The Great Guessing Game - America, China, and the Future of the Global Order

The Honorable Kevin Rudd was the 26th Prime Minister of Australia, now serving as President of the Asia Society Policy Institute and Senior Fellow at the Harvard Kennedy School. You may follow him on Twitter @MrKRudd

PRESIDENT Xi Jinping’s visit to the United States in September 2015 was more important than your average Chinese state visit. There are two reasons for this. Prior to the visit, there was a real danger that the U.S.-China relationship, based on a mounting list of American and Chinese concerns, ranging from the South China Sea to cyber security, might begin to spiral out of control. The fact that it did not is a tribute to the two leaders, both of whom sought to identify new areas of strategic cooperation—for example in climate change—while recognizing the real and significant disagreements that remained between them.

But there is also a second reason for the visit’s significance. This relates to the content of Xi address to the UN General Assembly following the Washington summit. Xi’s speech caught much of the international community by surprise. It is the closest that Xi has come to a doctrinal statement on China’s attitude toward the future of the global order. After several years of wide-ranging, and at times wild, debate in the Chinese official and semi-official media on the need for change in the international system, Xi provided a definitive re-affirmation of the present UN-based multilateral system. He stated: “China was the first country to put its signature on the UN Charter. China will continue to uphold the international order and system underpinned by the purposes and principles of the UN Charter.”
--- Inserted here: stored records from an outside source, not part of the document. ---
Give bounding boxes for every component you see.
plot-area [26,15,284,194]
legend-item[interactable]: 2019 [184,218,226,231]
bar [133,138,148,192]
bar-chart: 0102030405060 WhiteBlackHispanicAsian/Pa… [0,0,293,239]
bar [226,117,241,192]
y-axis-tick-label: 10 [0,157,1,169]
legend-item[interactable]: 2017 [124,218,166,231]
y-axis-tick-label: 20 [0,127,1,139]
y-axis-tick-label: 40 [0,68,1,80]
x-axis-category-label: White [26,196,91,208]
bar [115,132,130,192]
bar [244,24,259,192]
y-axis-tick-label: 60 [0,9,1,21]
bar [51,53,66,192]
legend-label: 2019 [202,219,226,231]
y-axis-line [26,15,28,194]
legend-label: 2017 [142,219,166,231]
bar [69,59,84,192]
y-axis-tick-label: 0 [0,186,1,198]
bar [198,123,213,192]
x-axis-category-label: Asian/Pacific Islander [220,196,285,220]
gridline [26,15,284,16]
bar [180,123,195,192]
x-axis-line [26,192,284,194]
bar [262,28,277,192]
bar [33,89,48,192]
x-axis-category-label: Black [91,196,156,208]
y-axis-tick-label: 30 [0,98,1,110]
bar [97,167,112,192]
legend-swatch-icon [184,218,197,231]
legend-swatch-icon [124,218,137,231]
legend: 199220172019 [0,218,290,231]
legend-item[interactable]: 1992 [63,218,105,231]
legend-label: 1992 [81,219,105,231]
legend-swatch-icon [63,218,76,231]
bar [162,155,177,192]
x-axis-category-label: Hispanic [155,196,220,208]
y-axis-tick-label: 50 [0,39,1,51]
This statement, which echoed a similar one made by Jiang Zemin in 1995, represents a decisive shift away from the position of the pre-1949 nationalist government which considered that because Communist China had had nothing to do with the framing of the post-war international settlement—as was the case with many developing countries that were still Western colonies in 1945—the resulting order was in need of deep reform in response to the new voices from, and the legitimate aspirations of, the “global south.”

Xi in fact went further in his speech by outlining a range of new contributions that China would now make to sustain the current order into the future. This included China’s first aid contributions to be delivered through UN multilateral development agencies, rather than exclusively bilateral programs. Xi also announced China’s first contribution to the new UN Peacekeeping Capability Readiness System, including a permanent police squad and 8,000 Chinese troops dedicated to a peacekeeping standby force.

Ten years after America’s then Deputy Secretary of State Robert Zoellick’s controversial address on the need for China to become a “responsible global stakeholder,” China will privately point to Xi’s statement as concrete evidence of such a commitment—both in doctrinal and practical terms. China will also point to its new approach on climate change as evidence of the same. China will say, too, that it is assuming these responsibilities despite still being a developing country.
Americans, in the main, will not be persuaded by this, arguing instead that China’s policies—in the South China Sea, in outer space, in cyberspace, and in the broader expansion of its military and naval capabilities—do not represent the actions of a “status quo” power. Americans will also point to what they see as the geopolitical leverage that China is now seeking to exact globally from its trade and investment in countries across the world, as well as its long-standing, large-scale bilateral development programs across Africa and Asia.

More fundamentally, these conflicting American and Chinese perspectives point to a much broader debate in the international community—and not just in the Asia-Pacific—on the impact of the trajectory of U.S.-China relations on the future of the global rules-based order.